The monster crabs, which can weigh up to 25lb and have a claw-span of more than three feet, are proving so resilient that scientists fear they could end up as far south as Gibraltar.
Energised by a mysterious population explosion a decade ago, whole armies of the crustaceans - known as the Kamchatka or Red King Crabs - have already advanced about 400 miles along the roof of Europe, overwhelming the ports of northern Norway.
They now number more than 10 million and have reached the Lofoten Islands off north-west Scandinavia, leaving in their wake what one expert described as "an underwater desert".
The generation gap, once about content, has shifted to modes of consumption. For the under-30s, music is something to be shared and swapped and downloaded, legally or otherwise. It doesn't need to be owned because it's everywhere. If they do buy it, it may be in a form as slight as a mobile ringtone. This terrifies the music business, which can see itself slipping beneath the waves.
With Dido and Norah Jones ruling the album chart, the Beatles and Led Zeppelin selling plenty of DVDs, Duran Duran and Tears for Fears suddenly returning from oblivion and Franz Ferdinand achieving instant success, it looks as if the fifty-quid bloke is keeping the music business afloat. "There's a lot of evidence," Hepworth says. "Radio 2, Norah Jones, even The Darkness - these things appeal to an older demographic."
Dharavi, in India's commercial capital Bombay (Mumbai), is Asia's largest slum.
Made up of ramshackle corrugated tin sheds it is home to more than 600,000 people.
But it is a unique shanty town.
Thanks to a thriving crafts industry, Dharavi generates business worth nearly $1bn a year.
Local workshops turn out leather goods, pottery, and jewellery, much of it destined for shop shelves in the West.
Now, the authorities want to harness Dharavi's business potential with an ambitious plan to turn it into one of Asia's best neighbourhoods.
A massive re-development plan, costing some $1.3bn, is in prospect.
The music can lighten tense times. During the nail-biting moments before Spirit's descent and landing in January, at the suggestion of team member Rob Manning, Adler played Bobby McFerrin's "Don't Worry, Be Happy."
The Beatles tune "We Can Work it Out" greeted the team one morning as it tried to debug computer problems that stalled Spirit for several days. For other reasons that become clear as you read the list, even The Cars get airtime, as does Weird Al Yankovic (either you know his music all too well or you never heard of him).
Gabby Gingras has a disease so rare she's the only person her parents and doctors can find in the U.S. suffering from it. Like any other three-year-old, Gabby takes her share of slips and falls. Her reaction to each is predictable ? at least for her family.
For no matter how hard Gabby hits the ground, she will not shed a single tear. Hard as it is to fathom Gabby Gingras feels no pain. There is no cure, nor will she outgrow it.
[...]
So often we think of pain in a negative way. But it is pain, that protects us.
Because Gabby feels no pain, she no longer has any teeth.
"Didn't hurt her at all getting a tooth ripped out," Steve Gingras says.
The teeth she didn't break off while biting toys were removed by an oral surgeon after Gabby chewed up her mouth and tongue so badly she had to be hospitalized.
"Pain is the protective mechanism, and she doesn't have that," Dr. Smith says.
Gabby didn't have pain to save her eyes either. She scratched them so severely, that at one point doctors sewed them shut to keep her fingers out. But, the damage was already done.
Last week Gabby's family was at Fairview University Medical Center to discuss the removal of her left eye, now swollen and blind from glaucoma brought on by the scratching.
The vision in Gabby's scratched right eye, her good eye, has been measured at 20-300.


=== The problem ===
The task calls for each line of the records below in which the word "accordion" appears.

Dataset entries
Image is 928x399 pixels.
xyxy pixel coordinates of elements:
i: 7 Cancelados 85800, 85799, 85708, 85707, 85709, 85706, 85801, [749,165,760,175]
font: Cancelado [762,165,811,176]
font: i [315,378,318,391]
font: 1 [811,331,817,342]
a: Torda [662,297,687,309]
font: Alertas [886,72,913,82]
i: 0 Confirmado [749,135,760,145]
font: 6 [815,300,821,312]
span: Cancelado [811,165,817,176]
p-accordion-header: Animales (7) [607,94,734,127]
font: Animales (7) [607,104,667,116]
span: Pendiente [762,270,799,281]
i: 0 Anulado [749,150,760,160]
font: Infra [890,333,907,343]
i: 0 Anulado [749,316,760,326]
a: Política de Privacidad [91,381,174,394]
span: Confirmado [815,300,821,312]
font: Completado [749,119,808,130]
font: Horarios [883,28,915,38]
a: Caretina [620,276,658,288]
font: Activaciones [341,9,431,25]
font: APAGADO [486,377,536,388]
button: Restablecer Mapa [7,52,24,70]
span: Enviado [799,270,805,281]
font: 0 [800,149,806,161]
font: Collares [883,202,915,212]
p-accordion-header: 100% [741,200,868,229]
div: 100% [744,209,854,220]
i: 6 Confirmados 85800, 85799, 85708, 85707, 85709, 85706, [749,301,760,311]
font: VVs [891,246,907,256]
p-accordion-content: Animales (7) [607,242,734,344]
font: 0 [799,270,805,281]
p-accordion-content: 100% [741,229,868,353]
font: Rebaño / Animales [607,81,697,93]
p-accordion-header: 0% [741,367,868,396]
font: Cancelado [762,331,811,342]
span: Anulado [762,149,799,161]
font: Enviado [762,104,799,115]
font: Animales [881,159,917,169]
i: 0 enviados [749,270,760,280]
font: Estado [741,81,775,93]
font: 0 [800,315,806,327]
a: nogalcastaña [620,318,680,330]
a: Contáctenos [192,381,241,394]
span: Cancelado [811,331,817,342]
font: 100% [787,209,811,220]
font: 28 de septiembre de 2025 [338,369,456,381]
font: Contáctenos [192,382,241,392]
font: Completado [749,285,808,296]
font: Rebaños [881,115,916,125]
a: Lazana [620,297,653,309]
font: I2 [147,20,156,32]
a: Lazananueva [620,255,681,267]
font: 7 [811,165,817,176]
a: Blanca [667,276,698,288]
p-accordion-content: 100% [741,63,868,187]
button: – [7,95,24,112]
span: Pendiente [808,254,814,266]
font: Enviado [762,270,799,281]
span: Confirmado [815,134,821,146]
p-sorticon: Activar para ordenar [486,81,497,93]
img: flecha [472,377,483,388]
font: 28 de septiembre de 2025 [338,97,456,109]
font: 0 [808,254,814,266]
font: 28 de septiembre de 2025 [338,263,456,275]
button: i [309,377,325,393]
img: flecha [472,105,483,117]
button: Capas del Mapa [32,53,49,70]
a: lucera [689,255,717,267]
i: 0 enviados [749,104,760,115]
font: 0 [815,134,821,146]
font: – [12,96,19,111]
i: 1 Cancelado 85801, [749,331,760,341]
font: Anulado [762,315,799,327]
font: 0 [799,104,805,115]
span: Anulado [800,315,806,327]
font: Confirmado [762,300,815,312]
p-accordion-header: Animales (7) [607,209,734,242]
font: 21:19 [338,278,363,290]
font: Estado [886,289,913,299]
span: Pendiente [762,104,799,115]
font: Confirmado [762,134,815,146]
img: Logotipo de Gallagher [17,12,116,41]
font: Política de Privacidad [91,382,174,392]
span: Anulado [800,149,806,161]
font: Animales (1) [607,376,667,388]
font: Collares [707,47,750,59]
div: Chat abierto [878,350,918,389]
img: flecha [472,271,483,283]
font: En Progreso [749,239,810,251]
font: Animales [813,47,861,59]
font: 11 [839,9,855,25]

--

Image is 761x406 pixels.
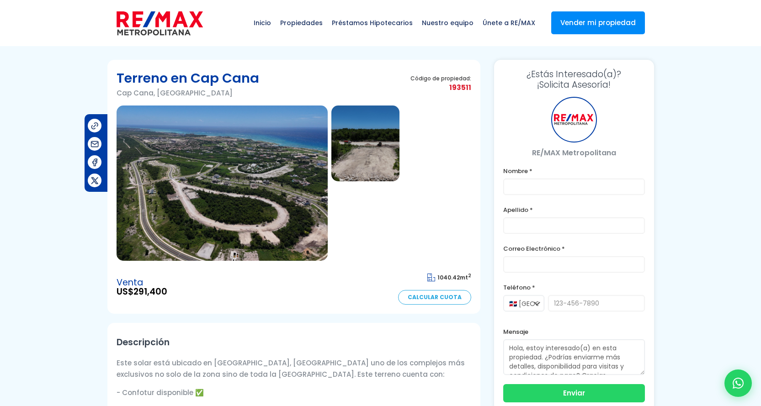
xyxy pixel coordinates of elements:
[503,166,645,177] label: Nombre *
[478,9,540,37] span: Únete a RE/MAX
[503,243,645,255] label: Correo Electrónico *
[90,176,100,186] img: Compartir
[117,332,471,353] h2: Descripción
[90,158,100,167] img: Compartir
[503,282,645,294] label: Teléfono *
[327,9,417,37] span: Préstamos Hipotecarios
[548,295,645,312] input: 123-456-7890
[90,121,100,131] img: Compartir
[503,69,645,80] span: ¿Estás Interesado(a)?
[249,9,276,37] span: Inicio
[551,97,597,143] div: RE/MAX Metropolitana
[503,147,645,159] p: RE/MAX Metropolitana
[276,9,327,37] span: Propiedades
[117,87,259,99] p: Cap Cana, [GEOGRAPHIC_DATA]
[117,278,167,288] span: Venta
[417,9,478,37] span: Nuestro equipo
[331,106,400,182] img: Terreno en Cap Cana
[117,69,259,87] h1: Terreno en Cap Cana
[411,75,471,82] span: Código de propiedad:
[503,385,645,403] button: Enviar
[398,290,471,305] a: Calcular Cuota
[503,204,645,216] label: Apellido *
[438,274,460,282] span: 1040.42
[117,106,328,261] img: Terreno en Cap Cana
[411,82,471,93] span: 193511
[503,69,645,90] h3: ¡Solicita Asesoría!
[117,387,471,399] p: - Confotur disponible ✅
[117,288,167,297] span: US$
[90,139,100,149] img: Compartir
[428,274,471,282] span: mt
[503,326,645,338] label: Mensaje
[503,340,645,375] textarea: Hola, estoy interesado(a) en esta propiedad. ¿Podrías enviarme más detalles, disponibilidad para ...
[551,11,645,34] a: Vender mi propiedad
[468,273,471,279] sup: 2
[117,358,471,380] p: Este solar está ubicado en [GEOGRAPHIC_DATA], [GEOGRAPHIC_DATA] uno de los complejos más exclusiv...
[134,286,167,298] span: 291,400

=== Task answer ===
p-accordion-header: Animales (7) [607,94,734,127]
p-accordion-header: 100% [741,200,868,229]
p-accordion-content: Animales (7) [607,242,734,344]
p-accordion-content: 100% [741,229,868,353]
p-accordion-header: 0% [741,367,868,396]
p-accordion-content: 100% [741,63,868,187]
p-accordion-header: Animales (7) [607,209,734,242]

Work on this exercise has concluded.